According to recent reports, the Obama administration is making a     new DHS national identity authentication program a high priority.     The National Strategy for Trusted Identity in Cyberspace, expected     to be signed by Obama this winter, is another program in a string of     recent government attempts to centralize human identity in the US     and abroad.
     
     Immigration regulation and environmental disaster management are     only a few of the scenarios driving demands for nationalized     identity in government. India, a nation with a history of using     emergency population control measures [1] recently adopted a     national biometric identity system for it's burgeoning 6.2 million     people [2]. Germany, the nation most associated with the phrase     "You're Papers, Please?", debuted another national identity program     using RFID tags, a commercial pallette tracking technology,[3]     November 1st. Even the UK, a nation whose ministry retracted plans     this year for a national ID program, multiplied efforts [4] to bring     about another ID card program through the national health care     system.
     
     In the US, national identity proponents continue to lobby proposals     using a broad interagency strategy under Homeland Security. The     increasing number of proposals range from emergency management,     cybersecurity, immigration reform, healthcare reform, education     reforms and even environmental policy. Contractors, like Boeing and     Lockheed Martin, are lining up to negotiate bids with legislative     bodies over a national cybersecurity bill, the Federal Information     Security Management Act. A bill weighing heavily on presumption and     another ID card program (a).
     
     The National Strategy for Trusted Identity in Cyberspace or     NSTIC[5], "focuses on the protection of the identity of each party     to an online transaction and the identity of the underlying     infrastructure that supports it. This Strategy seeks to improve     cyberspace for everyone – individuals, private sector, and     governments – who conduct business online."
     
     It appears the business of data authentication is considered a     recession proof boom when the government is buying. L-1 Solutions is     a biometrics start up still living on the promise of State budget     endorsements for the Real ID Act (b). Special interest groups like     Coalition for a Secured Drivers License [CSDL] and private     contractors pitch legislative candidates on many points of adopting     regulated technologies. These include: convenience, a futurist     amenity, identity security, and national security right up to     population control[6] in the events of environmental or, as DHS     defines, man made disaster.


= Exercise =
Pull every line containing the word "uterus" out of the material below.

━━ Data supplied ━━

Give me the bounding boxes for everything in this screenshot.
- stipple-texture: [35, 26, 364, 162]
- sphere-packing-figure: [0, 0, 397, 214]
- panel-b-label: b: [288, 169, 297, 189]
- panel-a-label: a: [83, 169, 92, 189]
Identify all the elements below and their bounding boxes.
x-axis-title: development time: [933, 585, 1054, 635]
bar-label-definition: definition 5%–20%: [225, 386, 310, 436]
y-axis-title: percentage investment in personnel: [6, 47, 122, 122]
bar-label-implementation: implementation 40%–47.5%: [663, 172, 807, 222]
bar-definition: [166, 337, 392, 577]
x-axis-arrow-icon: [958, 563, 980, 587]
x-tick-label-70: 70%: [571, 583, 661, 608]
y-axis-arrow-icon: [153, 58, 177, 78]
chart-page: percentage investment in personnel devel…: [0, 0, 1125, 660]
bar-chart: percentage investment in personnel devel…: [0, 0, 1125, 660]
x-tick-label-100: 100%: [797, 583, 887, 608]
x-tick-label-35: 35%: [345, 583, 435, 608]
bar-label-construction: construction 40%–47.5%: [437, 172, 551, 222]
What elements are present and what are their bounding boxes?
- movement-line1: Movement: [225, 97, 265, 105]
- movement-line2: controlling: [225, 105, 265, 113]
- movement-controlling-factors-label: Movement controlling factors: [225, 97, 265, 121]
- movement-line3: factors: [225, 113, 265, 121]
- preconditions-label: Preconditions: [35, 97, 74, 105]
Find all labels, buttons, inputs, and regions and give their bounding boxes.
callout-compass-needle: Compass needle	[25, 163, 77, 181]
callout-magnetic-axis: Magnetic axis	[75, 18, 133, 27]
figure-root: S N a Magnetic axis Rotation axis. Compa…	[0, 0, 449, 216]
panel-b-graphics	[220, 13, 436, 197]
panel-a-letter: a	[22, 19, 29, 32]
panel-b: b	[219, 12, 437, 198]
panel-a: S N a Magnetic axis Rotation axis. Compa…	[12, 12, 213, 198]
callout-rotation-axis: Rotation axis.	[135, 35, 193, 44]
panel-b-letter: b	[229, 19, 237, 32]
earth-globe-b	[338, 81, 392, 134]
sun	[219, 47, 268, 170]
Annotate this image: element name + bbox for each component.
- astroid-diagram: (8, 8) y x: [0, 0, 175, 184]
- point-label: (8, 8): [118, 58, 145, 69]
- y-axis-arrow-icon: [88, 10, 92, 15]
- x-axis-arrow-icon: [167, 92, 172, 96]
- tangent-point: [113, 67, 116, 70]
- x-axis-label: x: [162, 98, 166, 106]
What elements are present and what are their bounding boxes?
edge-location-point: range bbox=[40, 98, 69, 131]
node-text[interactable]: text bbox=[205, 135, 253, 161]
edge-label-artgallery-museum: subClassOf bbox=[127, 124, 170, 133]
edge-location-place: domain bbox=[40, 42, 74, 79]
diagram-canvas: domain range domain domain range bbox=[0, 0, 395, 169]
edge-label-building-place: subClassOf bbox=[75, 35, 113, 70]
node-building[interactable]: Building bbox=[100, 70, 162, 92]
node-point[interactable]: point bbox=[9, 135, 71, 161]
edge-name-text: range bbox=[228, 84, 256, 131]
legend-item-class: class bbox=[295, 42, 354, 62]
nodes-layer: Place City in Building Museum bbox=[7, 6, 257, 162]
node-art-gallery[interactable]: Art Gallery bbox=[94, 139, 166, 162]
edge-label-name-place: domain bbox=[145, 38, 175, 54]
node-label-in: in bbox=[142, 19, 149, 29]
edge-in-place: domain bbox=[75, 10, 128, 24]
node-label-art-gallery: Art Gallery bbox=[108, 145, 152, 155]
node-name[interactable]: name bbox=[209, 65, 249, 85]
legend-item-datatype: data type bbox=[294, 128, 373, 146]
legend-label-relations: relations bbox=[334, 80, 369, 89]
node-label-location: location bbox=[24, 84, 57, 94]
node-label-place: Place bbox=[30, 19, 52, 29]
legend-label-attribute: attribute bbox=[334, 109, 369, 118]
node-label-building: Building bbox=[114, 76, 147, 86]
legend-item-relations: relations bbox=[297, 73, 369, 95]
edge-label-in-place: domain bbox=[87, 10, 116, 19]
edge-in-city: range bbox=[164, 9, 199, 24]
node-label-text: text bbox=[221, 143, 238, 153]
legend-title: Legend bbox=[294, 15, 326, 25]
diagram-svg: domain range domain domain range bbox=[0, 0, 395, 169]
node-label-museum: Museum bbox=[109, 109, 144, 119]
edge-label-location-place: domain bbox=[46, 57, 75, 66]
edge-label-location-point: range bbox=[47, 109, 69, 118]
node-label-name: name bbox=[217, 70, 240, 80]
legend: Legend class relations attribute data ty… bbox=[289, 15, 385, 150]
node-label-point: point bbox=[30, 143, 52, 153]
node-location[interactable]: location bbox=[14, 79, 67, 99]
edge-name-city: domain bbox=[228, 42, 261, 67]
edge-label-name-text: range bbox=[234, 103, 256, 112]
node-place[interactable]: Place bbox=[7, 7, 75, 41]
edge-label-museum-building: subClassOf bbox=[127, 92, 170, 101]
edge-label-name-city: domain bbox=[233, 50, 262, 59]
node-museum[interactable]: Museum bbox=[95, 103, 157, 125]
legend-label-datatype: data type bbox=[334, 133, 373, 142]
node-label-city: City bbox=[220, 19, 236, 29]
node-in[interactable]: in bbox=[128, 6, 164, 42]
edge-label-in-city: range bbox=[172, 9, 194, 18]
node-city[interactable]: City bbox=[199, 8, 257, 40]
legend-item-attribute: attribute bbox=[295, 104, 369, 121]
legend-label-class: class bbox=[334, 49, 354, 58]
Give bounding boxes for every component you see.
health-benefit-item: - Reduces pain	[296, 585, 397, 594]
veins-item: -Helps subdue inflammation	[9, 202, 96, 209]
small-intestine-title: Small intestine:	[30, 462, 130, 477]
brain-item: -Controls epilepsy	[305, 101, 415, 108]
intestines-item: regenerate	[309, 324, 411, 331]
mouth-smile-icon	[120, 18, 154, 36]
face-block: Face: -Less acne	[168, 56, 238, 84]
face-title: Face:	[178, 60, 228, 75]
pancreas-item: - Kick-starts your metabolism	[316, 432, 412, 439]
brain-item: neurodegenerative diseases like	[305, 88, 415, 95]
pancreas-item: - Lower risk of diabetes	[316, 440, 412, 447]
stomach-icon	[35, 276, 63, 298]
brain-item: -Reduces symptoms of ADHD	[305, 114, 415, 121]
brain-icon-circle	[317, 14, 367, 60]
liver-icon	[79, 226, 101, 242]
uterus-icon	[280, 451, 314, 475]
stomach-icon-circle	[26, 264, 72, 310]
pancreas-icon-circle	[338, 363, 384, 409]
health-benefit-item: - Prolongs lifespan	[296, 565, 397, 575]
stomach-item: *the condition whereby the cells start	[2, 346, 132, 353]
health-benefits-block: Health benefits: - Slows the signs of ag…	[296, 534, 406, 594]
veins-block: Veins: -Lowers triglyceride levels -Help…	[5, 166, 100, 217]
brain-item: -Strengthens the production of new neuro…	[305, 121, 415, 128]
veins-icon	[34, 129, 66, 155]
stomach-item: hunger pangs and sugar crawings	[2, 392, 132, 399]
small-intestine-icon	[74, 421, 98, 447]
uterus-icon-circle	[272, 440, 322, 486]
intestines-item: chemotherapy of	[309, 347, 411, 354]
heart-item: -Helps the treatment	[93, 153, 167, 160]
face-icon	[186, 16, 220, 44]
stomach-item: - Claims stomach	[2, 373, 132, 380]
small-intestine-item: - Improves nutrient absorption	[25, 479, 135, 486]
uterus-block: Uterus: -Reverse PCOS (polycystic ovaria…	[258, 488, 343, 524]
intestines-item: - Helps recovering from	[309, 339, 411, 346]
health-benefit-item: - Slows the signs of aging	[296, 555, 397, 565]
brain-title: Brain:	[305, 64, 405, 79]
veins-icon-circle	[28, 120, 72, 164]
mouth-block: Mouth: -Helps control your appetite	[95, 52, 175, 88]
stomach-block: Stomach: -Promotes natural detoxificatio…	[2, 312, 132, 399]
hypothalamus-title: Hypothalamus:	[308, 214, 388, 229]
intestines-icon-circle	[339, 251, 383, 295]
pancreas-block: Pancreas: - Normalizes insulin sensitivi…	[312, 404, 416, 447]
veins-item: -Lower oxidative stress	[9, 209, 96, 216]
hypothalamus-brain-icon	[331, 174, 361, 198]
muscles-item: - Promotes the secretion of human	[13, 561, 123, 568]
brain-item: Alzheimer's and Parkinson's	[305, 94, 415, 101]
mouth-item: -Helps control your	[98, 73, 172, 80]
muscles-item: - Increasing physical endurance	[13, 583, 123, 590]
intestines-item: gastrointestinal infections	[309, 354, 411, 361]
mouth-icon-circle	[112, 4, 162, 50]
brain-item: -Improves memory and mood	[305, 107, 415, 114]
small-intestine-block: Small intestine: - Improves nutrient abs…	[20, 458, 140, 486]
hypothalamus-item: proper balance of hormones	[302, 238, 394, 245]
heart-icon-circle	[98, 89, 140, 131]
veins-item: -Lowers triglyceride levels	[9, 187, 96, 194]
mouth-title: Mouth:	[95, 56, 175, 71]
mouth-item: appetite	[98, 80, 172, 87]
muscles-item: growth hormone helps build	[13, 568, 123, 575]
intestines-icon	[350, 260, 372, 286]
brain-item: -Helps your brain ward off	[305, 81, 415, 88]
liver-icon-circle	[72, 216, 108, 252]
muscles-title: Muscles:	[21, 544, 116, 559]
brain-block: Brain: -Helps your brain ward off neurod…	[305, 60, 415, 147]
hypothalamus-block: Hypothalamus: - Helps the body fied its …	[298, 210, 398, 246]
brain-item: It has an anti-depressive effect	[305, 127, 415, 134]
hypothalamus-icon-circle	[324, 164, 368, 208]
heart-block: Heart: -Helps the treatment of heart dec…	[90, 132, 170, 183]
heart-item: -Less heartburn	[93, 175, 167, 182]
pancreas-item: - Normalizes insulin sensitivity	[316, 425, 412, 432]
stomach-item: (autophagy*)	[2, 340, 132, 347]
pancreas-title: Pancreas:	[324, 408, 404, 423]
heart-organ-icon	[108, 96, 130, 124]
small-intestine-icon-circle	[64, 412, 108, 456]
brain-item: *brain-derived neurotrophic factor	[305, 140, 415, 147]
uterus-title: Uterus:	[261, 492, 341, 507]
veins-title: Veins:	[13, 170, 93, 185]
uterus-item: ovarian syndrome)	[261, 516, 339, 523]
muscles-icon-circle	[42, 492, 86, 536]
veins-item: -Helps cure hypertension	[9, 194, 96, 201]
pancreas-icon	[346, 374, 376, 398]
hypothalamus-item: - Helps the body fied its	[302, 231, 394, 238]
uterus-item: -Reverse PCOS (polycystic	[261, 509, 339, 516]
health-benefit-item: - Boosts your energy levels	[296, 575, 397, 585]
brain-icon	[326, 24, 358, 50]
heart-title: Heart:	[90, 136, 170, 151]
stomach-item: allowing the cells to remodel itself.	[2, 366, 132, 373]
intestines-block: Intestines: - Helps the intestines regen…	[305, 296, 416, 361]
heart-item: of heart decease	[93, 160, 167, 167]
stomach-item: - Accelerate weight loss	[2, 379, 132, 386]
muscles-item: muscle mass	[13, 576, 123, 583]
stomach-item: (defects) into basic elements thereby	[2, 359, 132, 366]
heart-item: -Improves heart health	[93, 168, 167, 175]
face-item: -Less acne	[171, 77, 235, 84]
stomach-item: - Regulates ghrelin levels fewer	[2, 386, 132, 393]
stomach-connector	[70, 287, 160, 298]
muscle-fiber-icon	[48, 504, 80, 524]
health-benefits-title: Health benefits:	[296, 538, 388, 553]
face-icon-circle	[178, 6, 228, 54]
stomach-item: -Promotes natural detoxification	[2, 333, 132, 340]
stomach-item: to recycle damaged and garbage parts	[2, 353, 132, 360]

━━━

= Your solution =
uterus-icon	[280, 451, 314, 475]
uterus-icon-circle	[272, 440, 322, 486]
uterus-block: Uterus: -Reverse PCOS (polycystic ovaria…	[258, 488, 343, 524]
uterus-title: Uterus:	[261, 492, 341, 507]
uterus-item: ovarian syndrome)	[261, 516, 339, 523]
uterus-item: -Reverse PCOS (polycystic	[261, 509, 339, 516]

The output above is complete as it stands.